Takely sites are built to score well on PageSpeed Insights out of the box. The Starter package (£499 + £49/mo) includes hosting on fast infrastructure and a searchable text menu that is both readable and fast. The Growth package (£999 + £79/mo) adds locally-targeted landing pages and analytics so you can see how that speed translates into orders.

If you want to see how your current site performs before committing to anything, run the PageSpeed Insights test on your homepage and your menu page. Then contact us and we will walk you through the numbers.

Frequently asked questions

How fast should a restaurant website load on mobile?

Google's guidance points to under 2.5 seconds for the main content to appear (Largest Contentful Paint). Practically, aim for a PageSpeed Insights mobile score of 90 or above. Below 50 and you are almost certainly losing visitors before they see your menu — especially on Friday and Saturday nights when mobile traffic is highest and networks are busiest.

Does website speed affect my Google ranking?

Yes. Google officially uses page experience signals — including Core Web Vitals, which measure load speed, interactivity, and visual stability — as ranking factors. A slow site ranks lower than a comparable fast one. For a local takeaway competing in the map pack and organic results, slow loading is a direct disadvantage that no amount of keyword tweaking will fully overcome.

What is PageSpeed Insights and how do I use it?

PageSpeed Insights is a free Google tool at pagespeed.web.dev. Enter your website address, select the Mobile tab, and look at the score out of 100. Above 90 is good. Scroll to Diagnostics for a list of specific problems. You do not need to fix them yourself — but the report tells you exactly what a developer should be addressing, so you can hold them to it.

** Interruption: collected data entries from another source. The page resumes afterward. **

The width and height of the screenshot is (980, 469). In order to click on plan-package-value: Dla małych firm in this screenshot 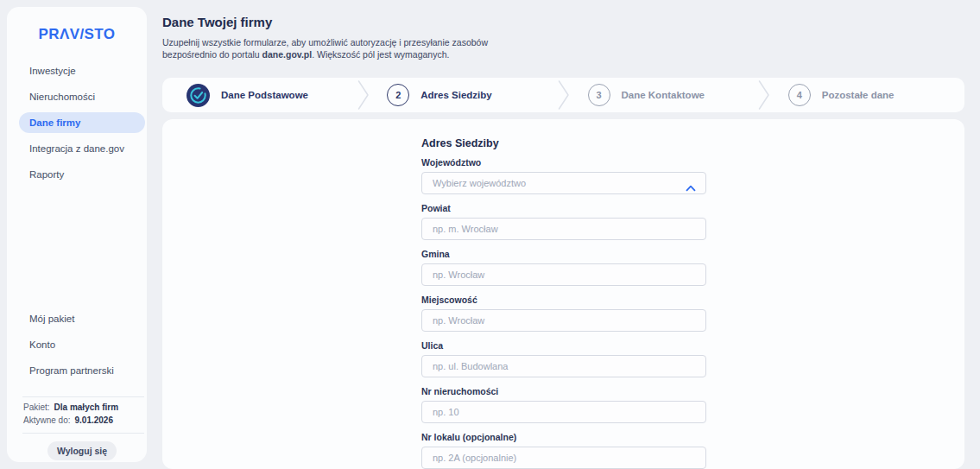, I will do `click(86, 408)`.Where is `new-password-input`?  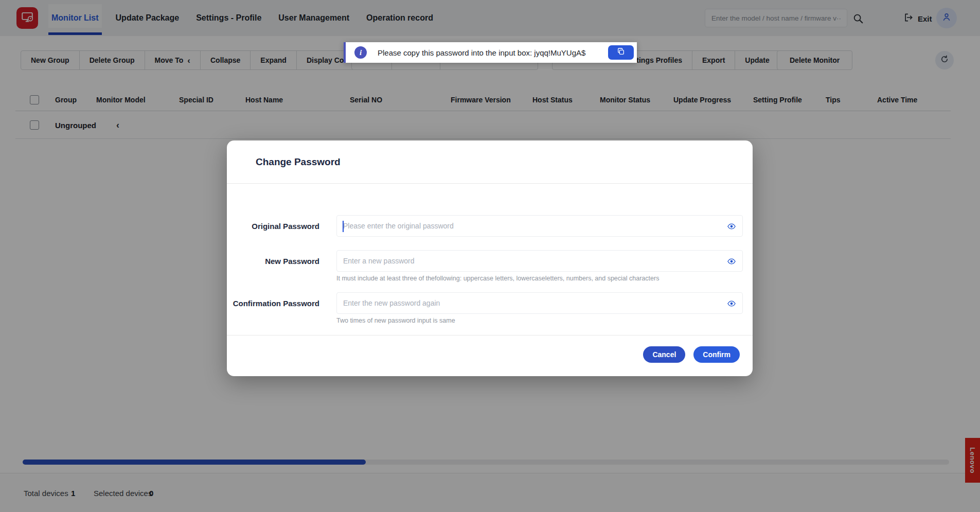 new-password-input is located at coordinates (540, 261).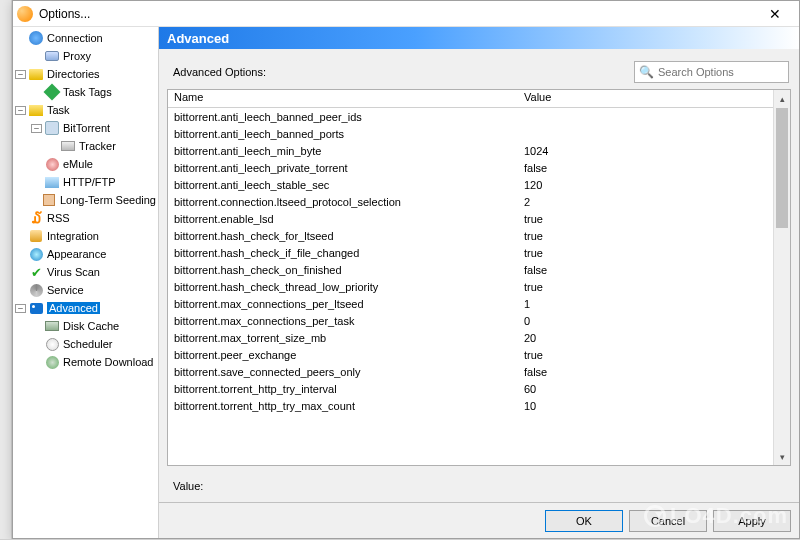 This screenshot has height=553, width=800. What do you see at coordinates (646, 98) in the screenshot?
I see `column-value-header: Value` at bounding box center [646, 98].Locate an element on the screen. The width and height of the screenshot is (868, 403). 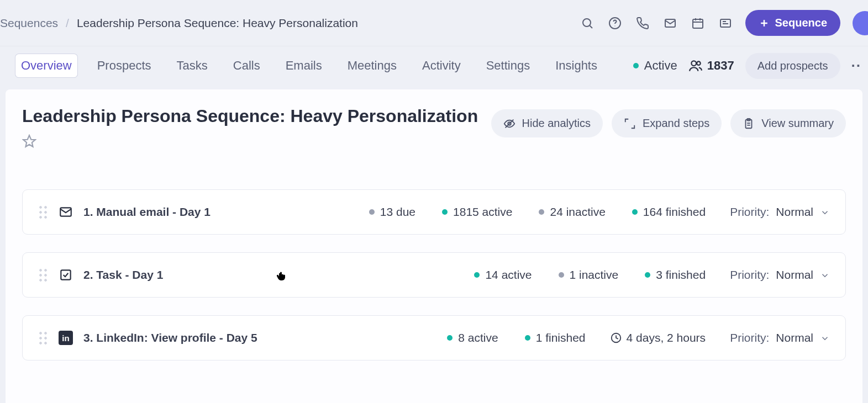
tab-tasks: Tasks is located at coordinates (192, 66). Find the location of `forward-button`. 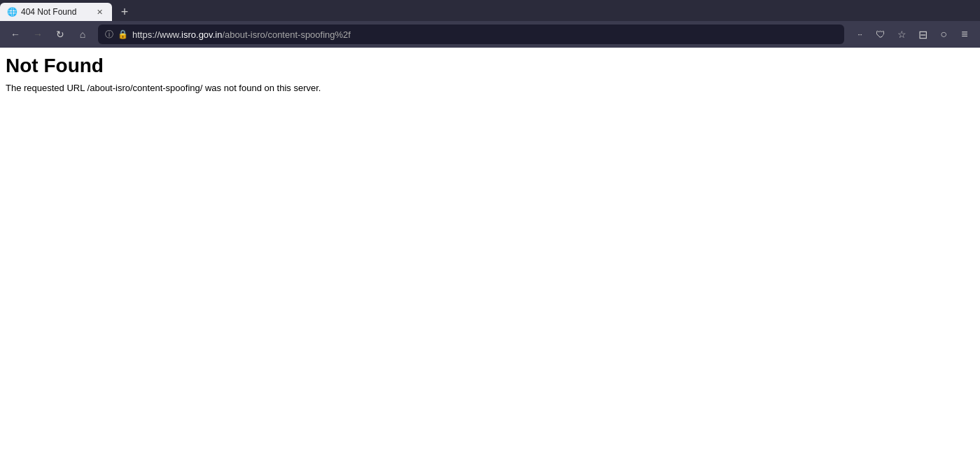

forward-button is located at coordinates (38, 34).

Why are my menu photos slowing down my website?

Photos from a modern smartphone are typically 4–8MB each. A menu page with ten uncompressed photos can be 50–80MB — far too large for a mobile visitor to load quickly. The fix is not removing photos but compressing and resizing them before upload. A properly compressed food photo for web should be under 200KB. That is the same image, at a fraction of the file size, with no visible quality difference on a phone screen.

Can cheap hosting slow down my takeaway website?

Yes, significantly. Budget shared hosting puts your site on a server alongside hundreds or thousands of other sites. When traffic spikes — typically in the early evening, exactly when hungry customers are searching — the server is overwhelmed and response times climb. Hosting on faster, dedicated or cloud infrastructure, ideally on UK-based servers, makes a real difference to how quickly your site responds under load.

My website looks fine to me — why would it be slow for customers?

Two reasons. First, you likely visit your own site on a reliable Wi-Fi connection with a fast device — conditions far better than many customers have. Second, browsers cache your site after the first visit, so return visits feel instant to you. Real-world visitors on a 4G signal ordering on a Friday night experience your site cold, with no cache. Run the PageSpeed Insights test on mobile to see what they actually experience.